Methods · 4 May 2026
Conflict-sensitive MERL: what "do no harm" actually requires
Conflict-sensitivity is a discipline, not a checkbox. A short note on what we actually do at engagement inception and why explainability matters in fragile contexts.
Conflict-sensitivity is often invoked and rarely operationalised. In our practice, every engagement starts with a data-protection impact assessment, alignment to IASC operational guidance on data responsibility, and OECD-DAC conflict-sensitivity and Core Humanitarian Standard principles. Informed consent, distress-referral and takedown protocols are documented per deployment.
When AI sits anywhere in the workflow, explainability is not an add-on. Classifier outputs that affect named individuals pass a human-in-the-loop review before release. Narrative reports cite the indicators behind them. Forecasts ship with confidence intervals and the underlying signals they rest on. PII redaction is on by default. Data residency is set by the client, not the vendor.
In fragile contexts the architecture itself has to adapt. ECHO runs entirely on-device with no cloud call at interview time — built for Khartoum without power, South Kordofan without 3G, and reception centres where no data can leave the device. None of this is sufficient on its own. It is the floor we will not drop below, and it is the reason we pass on engagements where the floor would be lower.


Task requirements:
State the count of lines below in which the word "Page" appears, and add nothing.

Extracted entries:
....

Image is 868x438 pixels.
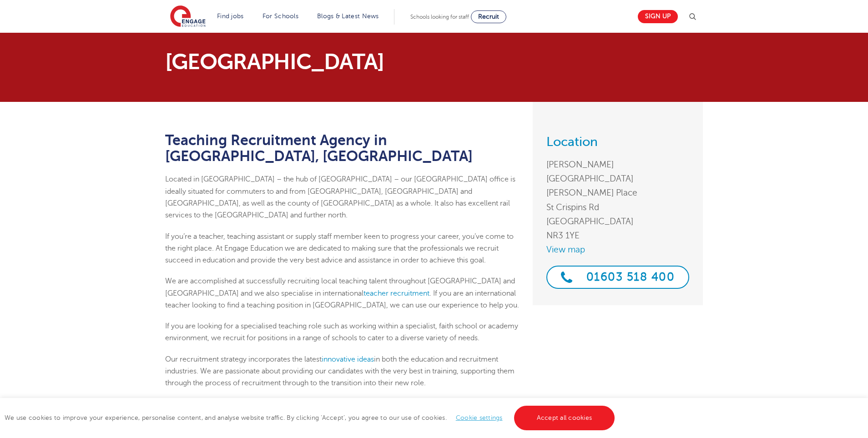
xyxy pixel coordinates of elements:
[165,322,518,342] span: If you are looking for a specialised teaching role such as working within a specialist, faith sch...
[471,10,506,23] a: Recruit
[165,355,321,363] span: Our recruitment strategy incorporates the latest
[456,414,502,421] a: Cookie settings
[217,13,244,19] a: Find jobs
[165,175,515,219] span: Located in [GEOGRAPHIC_DATA] – the hub of [GEOGRAPHIC_DATA] – our [GEOGRAPHIC_DATA] office is ide...
[5,414,617,421] span: We use cookies to improve your experience, personalise content, and analyse website traffic. By c...
[514,405,615,430] a: Accept all cookies
[546,242,689,257] a: View map
[263,13,298,19] a: For Schools
[165,132,519,164] h1: Teaching Recruitment Agency in [GEOGRAPHIC_DATA], [GEOGRAPHIC_DATA]
[165,355,515,387] span: in both the education and recruitment industries. We are passionate about providing our candidate...
[637,10,677,23] a: Sign up
[165,277,519,309] span: We are accomplished at successfully recruiting local teaching talent throughout [GEOGRAPHIC_DATA]...
[546,136,689,148] h3: Location
[546,157,689,242] address: [PERSON_NAME][GEOGRAPHIC_DATA] [PERSON_NAME] Place St Crispins Rd [GEOGRAPHIC_DATA] NR3 1YE
[546,266,689,289] a: 01603 518 400
[478,13,499,20] span: Recruit
[410,14,469,20] span: Schools looking for staff
[321,355,374,363] a: innovative ideas
[165,232,513,264] span: If you’re a teacher, teaching assistant or supply staff member keen to progress your career, you’...
[317,13,379,19] a: Blogs & Latest News
[363,289,429,297] a: teacher recruitment
[170,5,206,28] img: Engage Education
[165,51,519,73] p: [GEOGRAPHIC_DATA]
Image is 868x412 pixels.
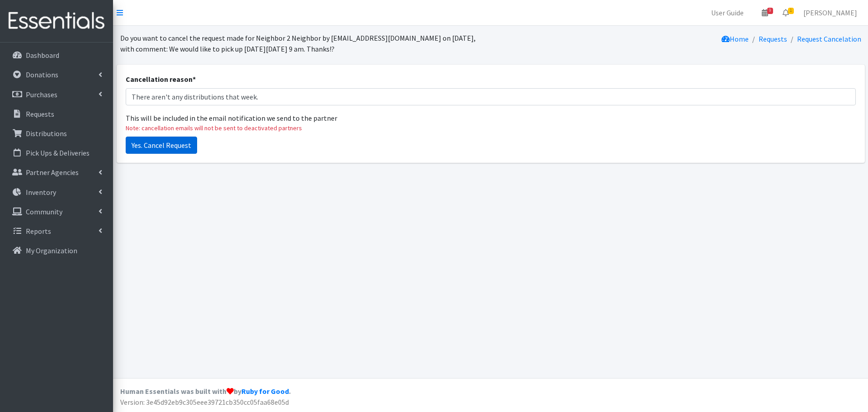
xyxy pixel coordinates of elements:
[125,137,197,154] input: Yes. Cancel Request
[704,4,751,22] a: User Guide
[4,46,109,65] a: Dashboard
[788,7,794,14] span: 1
[120,398,289,407] span: Version: 3e45d92eb9c305eee39721cb350cc05faa68e05d
[4,144,109,162] a: Pick Ups & Deliveries
[26,51,59,59] p: Dashboard
[4,85,109,104] a: Purchases
[125,73,196,84] label: Cancellation reason
[4,163,109,181] a: Partner Agencies
[4,242,109,260] a: My Organization
[4,203,109,221] a: Community
[4,124,109,142] a: Distributions
[4,65,109,84] a: Donations
[125,123,856,133] div: Note: cancellation emails will not be sent to deactivated partners
[797,35,861,43] a: Request Cancelation
[26,129,67,138] p: Distributions
[721,35,748,43] a: Home
[26,227,51,236] p: Reports
[796,4,864,22] a: [PERSON_NAME]
[26,207,62,217] p: Community
[4,184,109,201] a: Inventory
[4,223,109,240] a: Reports
[776,4,796,22] a: 1
[4,105,109,123] a: Requests
[26,109,54,118] p: Requests
[193,75,196,84] abbr: required
[26,71,58,79] p: Donations
[26,188,56,197] p: Inventory
[767,7,773,14] span: 9
[120,387,291,396] strong: Human Essentials was built with by .
[120,34,475,54] span: Do you want to cancel the request made for Neighbor 2 Neighbor by [EMAIL_ADDRESS][DOMAIN_NAME] on...
[4,6,109,36] img: HumanEssentials
[26,90,57,99] p: Purchases
[26,168,79,177] p: Partner Agencies
[241,387,289,396] a: Ruby for Good
[26,246,77,256] p: My Organization
[754,4,776,22] a: 9
[759,35,787,43] a: Requests
[125,112,856,123] div: This will be included in the email notification we send to the partner
[26,148,90,157] p: Pick Ups & Deliveries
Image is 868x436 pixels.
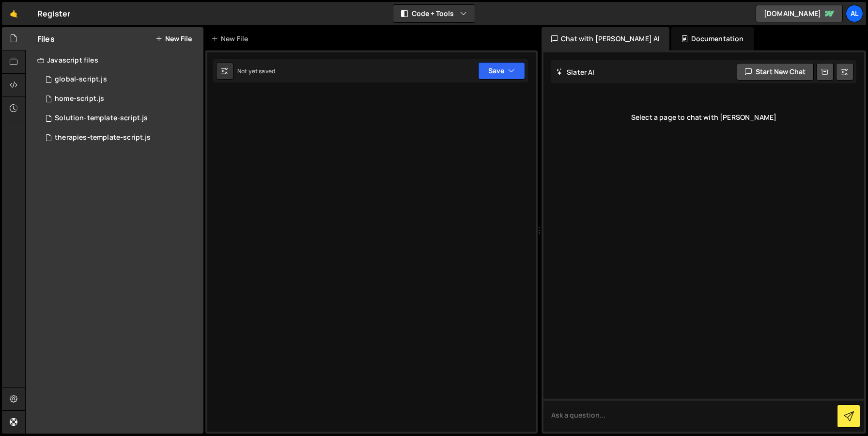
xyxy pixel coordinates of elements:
h2: Files [38,33,55,44]
a: 🤙 [2,2,26,25]
div: Solution-template-script.js [55,114,148,123]
div: 16219/46881.js [38,128,204,147]
button: Save [478,62,525,79]
div: global-script.js [55,75,107,84]
div: therapies-template-script.js [55,133,151,142]
div: 16219/43700.js [38,89,204,109]
button: New File [155,35,192,43]
div: Not yet saved [238,67,275,75]
div: Chat with [PERSON_NAME] AI [542,27,670,50]
a: Al [846,5,863,22]
div: Javascript files [26,50,204,70]
div: home-script.js [55,94,104,103]
div: 16219/43678.js [38,70,204,89]
div: Documentation [672,27,753,50]
div: Register [38,8,70,19]
button: Code + Tools [394,5,475,22]
a: [DOMAIN_NAME] [756,5,843,22]
button: Start new chat [737,63,814,80]
h2: Slater AI [556,67,595,77]
div: New File [211,34,252,43]
div: 16219/44121.js [38,109,204,128]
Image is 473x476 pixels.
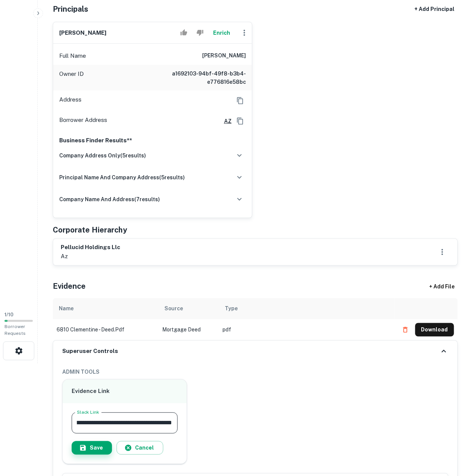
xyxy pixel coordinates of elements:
h6: principal name and company address ( 5 results) [59,173,185,182]
button: Accept [177,25,190,40]
button: Save [72,441,112,454]
p: Owner ID [59,70,84,86]
label: Slack Link [77,409,99,415]
div: scrollable content [53,298,458,340]
td: Mortgage Deed [159,319,219,340]
button: Copy Address [235,115,246,127]
span: 1 / 10 [4,312,14,318]
a: AZ [218,117,232,125]
th: Source [159,298,219,319]
h6: ADMIN TOOLS [62,368,449,376]
h5: Principals [53,3,89,15]
h5: Evidence [53,281,85,292]
iframe: Chat Widget [436,415,473,452]
span: Borrower Requests [4,324,26,336]
td: 6810 clementine - deed.pdf [53,319,159,340]
div: Source [165,304,184,313]
h6: [PERSON_NAME] [59,28,107,37]
div: Type [225,304,238,313]
td: pdf [219,319,395,340]
p: Address [59,95,82,107]
button: Enrich [210,25,234,40]
button: + Add Principal [412,3,458,15]
button: Download [415,323,455,337]
div: Name [59,304,73,313]
div: + Add File [416,280,469,294]
h6: company address only ( 5 results) [59,151,146,159]
h6: [PERSON_NAME] [202,52,246,60]
th: Name [53,298,159,319]
h6: company name and address ( 7 results) [59,195,160,203]
p: Borrower Address [59,115,107,127]
h6: a1692103-94bf-49f8-b3b4-e776816e58bc [156,70,246,86]
p: az [61,252,121,261]
button: Reject [194,25,207,40]
button: Delete file [399,324,413,336]
h6: Superuser Controls [62,347,118,355]
h5: Corporate Hierarchy [53,224,128,235]
button: Copy Address [235,95,246,107]
p: Business Finder Results** [59,136,246,145]
th: Type [219,298,395,319]
h6: pellucid holdings llc [61,244,121,252]
h6: Evidence Link [72,387,177,396]
button: Cancel [116,441,164,454]
p: Full Name [59,52,86,60]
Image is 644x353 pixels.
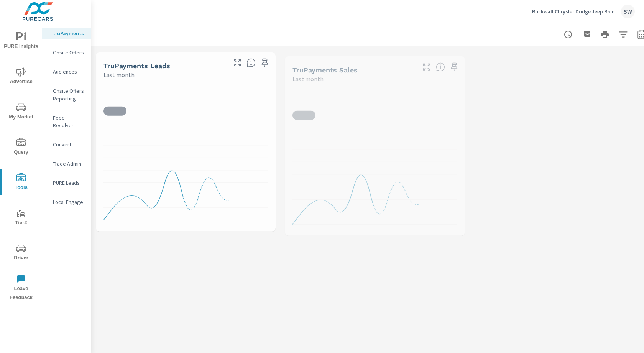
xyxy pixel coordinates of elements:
[231,56,243,69] button: Make Fullscreen
[42,112,91,131] div: Feed Resolver
[247,58,256,67] span: The number of truPayments leads.
[42,177,91,189] div: PURE Leads
[420,61,433,73] button: Make Fullscreen
[53,114,85,130] p: Feed Resolver
[2,138,40,157] span: Query
[53,140,85,149] p: Convert
[2,274,40,302] span: Leave Feedback
[2,67,40,86] span: Advertise
[42,27,91,39] div: truPayments
[616,27,632,42] button: Apply Filters
[42,66,91,77] div: Audiences
[42,158,91,169] div: Trade Admin
[293,66,358,74] h5: truPayments Sales
[449,61,460,73] span: Save this to your personalized report
[42,47,91,58] div: Onsite Offers
[2,32,40,51] span: PURE Insights
[53,199,85,206] p: Local Engage
[259,56,271,69] span: Save this to your personalized report
[53,49,85,56] p: Onsite Offers
[104,70,135,80] p: Last month
[436,62,445,71] span: Number of sales matched to a truPayments lead. [Source: This data is sourced from the dealer's DM...
[597,27,613,42] button: Print Report
[104,61,170,70] h5: truPayments Leads
[42,85,91,105] div: Onsite Offers Reporting
[2,103,40,121] span: My Market
[53,179,85,187] p: PURE Leads
[53,159,85,168] p: Trade Admin
[2,244,40,262] span: Driver
[2,208,40,228] span: Tier2
[2,174,40,192] span: Tools
[53,30,85,37] p: truPayments
[53,68,85,76] p: Audiences
[293,75,324,84] p: Last month
[622,5,635,18] div: SW
[533,8,615,15] p: Rockwall Chrysler Dodge Jeep Ram
[53,87,85,102] p: Onsite Offers Reporting
[42,196,91,208] div: Local Engage
[579,27,594,42] button: "Export Report to PDF"
[0,23,42,305] div: nav menu
[42,139,91,150] div: Convert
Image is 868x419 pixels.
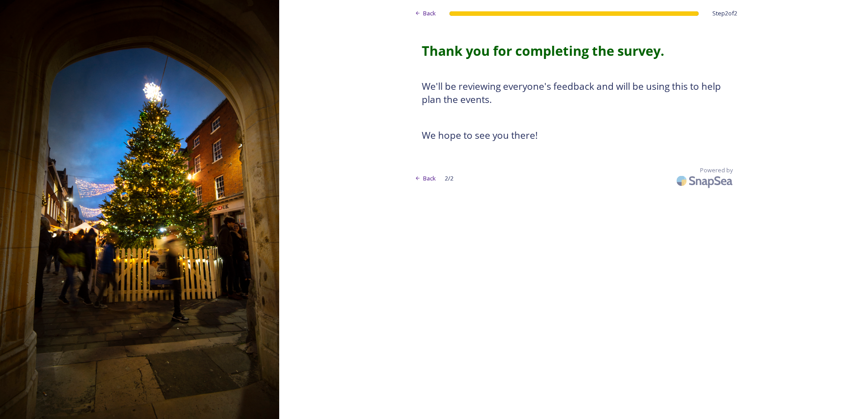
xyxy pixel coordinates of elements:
[422,80,726,107] h3: We'll be reviewing everyone's feedback and will be using this to help plan the events.
[422,129,726,143] h3: We hope to see you there!
[674,170,738,191] img: SnapSea Logo
[423,174,436,183] span: Back
[700,166,733,175] span: Powered by
[423,9,436,18] span: Back
[422,42,664,59] strong: Thank you for completing the survey.
[445,174,454,183] span: 2 / 2
[712,9,738,18] span: Step 2 of 2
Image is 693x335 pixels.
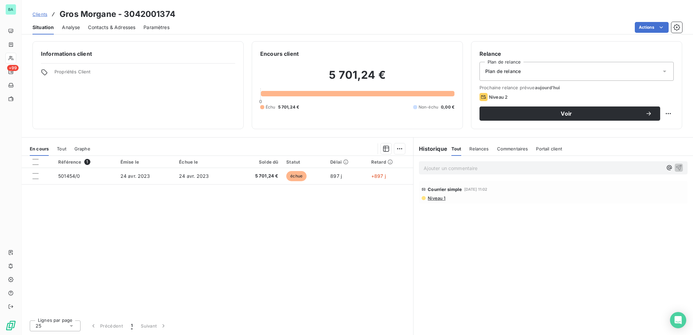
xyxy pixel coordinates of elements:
[451,146,462,152] span: Tout
[536,146,562,152] span: Portail client
[131,323,133,330] span: 1
[260,50,299,58] h6: Encours client
[127,319,137,333] button: 1
[7,65,19,71] span: +99
[479,85,674,90] span: Prochaine relance prévue
[259,99,262,104] span: 0
[58,173,80,179] span: 501454/0
[137,319,171,333] button: Suivant
[36,323,41,330] span: 25
[479,107,660,121] button: Voir
[330,173,342,179] span: 897 j
[260,68,454,89] h2: 5 701,24 €
[278,104,299,110] span: 5 701,24 €
[143,24,170,31] span: Paramètres
[488,111,645,116] span: Voir
[497,146,528,152] span: Commentaires
[41,50,235,58] h6: Informations client
[84,159,90,165] span: 1
[635,22,669,33] button: Actions
[62,24,80,31] span: Analyse
[5,320,16,331] img: Logo LeanPay
[419,104,438,110] span: Non-échu
[414,145,447,153] h6: Historique
[238,173,278,180] span: 5 701,24 €
[120,159,171,165] div: Émise le
[32,12,47,17] span: Clients
[74,146,90,152] span: Graphe
[371,159,409,165] div: Retard
[32,11,47,18] a: Clients
[58,159,112,165] div: Référence
[428,187,462,192] span: Courrier simple
[238,159,278,165] div: Solde dû
[120,173,150,179] span: 24 avr. 2023
[286,159,322,165] div: Statut
[32,24,54,31] span: Situation
[30,146,49,152] span: En cours
[670,312,686,329] div: Open Intercom Messenger
[535,85,560,90] span: aujourd’hui
[464,187,488,192] span: [DATE] 11:02
[441,104,454,110] span: 0,00 €
[266,104,275,110] span: Échu
[5,4,16,15] div: BA
[469,146,489,152] span: Relances
[479,50,674,58] h6: Relance
[179,159,229,165] div: Échue le
[371,173,386,179] span: +897 j
[179,173,209,179] span: 24 avr. 2023
[427,196,445,201] span: Niveau 1
[86,319,127,333] button: Précédent
[57,146,66,152] span: Tout
[330,159,363,165] div: Délai
[286,171,307,181] span: échue
[60,8,175,20] h3: Gros Morgane - 3042001374
[88,24,135,31] span: Contacts & Adresses
[489,94,508,100] span: Niveau 2
[54,69,235,79] span: Propriétés Client
[485,68,521,75] span: Plan de relance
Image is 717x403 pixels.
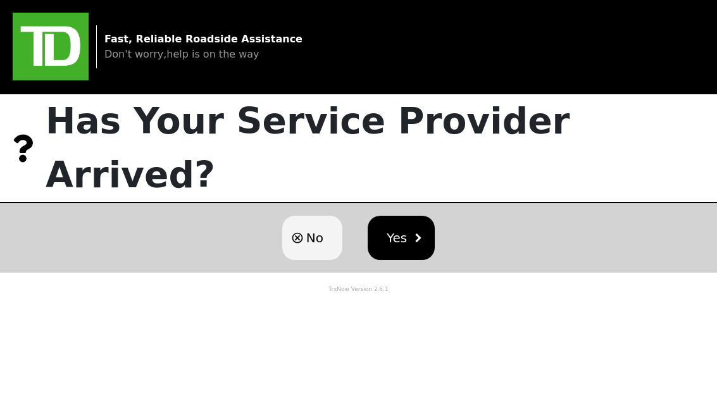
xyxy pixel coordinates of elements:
button: No [282,216,342,260]
img: trx now logo [13,13,89,80]
span: No [306,228,323,247]
button: Yes [367,216,434,260]
img: chevron [413,233,422,242]
span: Yes [386,228,407,247]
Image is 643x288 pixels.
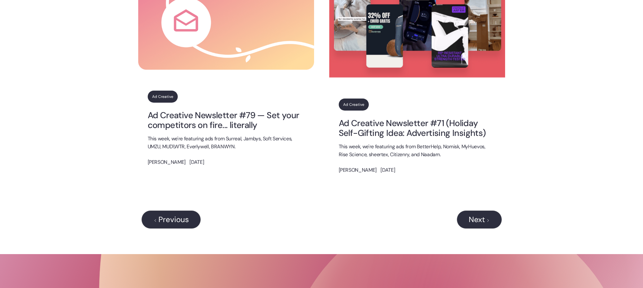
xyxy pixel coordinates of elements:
[148,135,305,151] p: This week, we're featuring ads from Surreal, Jambys, Soft Services, UMZU, MUD\WTR, Everlywell, BR...
[339,166,377,174] p: [PERSON_NAME]
[148,90,178,102] a: Ad Creative
[339,118,496,138] a: Ad Creative Newsletter #71 (Holiday Self-Gifting Idea: Advertising Insights)
[148,110,305,130] a: Ad Creative Newsletter #79 — Set your competitors on fire... literally
[457,210,502,228] a: Next Page
[138,210,505,228] div: List
[189,158,204,166] p: [DATE]
[339,143,496,158] p: This week, we're featuring ads from BetterHelp, Nomisk, MyHuevos, Rise Science, sheertex, Citizen...
[158,215,189,223] div: Previous
[339,98,369,110] a: Ad Creative
[380,166,395,174] p: [DATE]
[148,158,186,166] p: [PERSON_NAME]
[469,215,485,223] div: Next
[141,210,201,228] a: Previous Page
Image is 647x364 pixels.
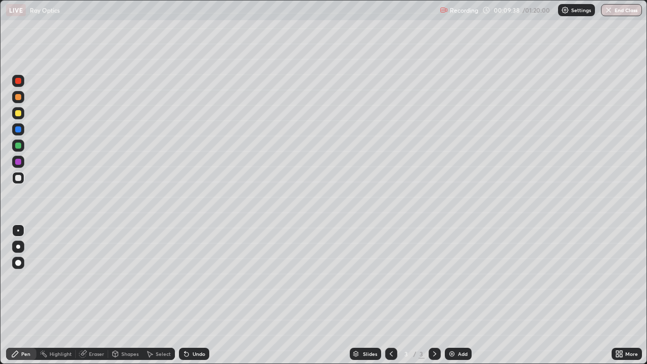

....

Response below:
2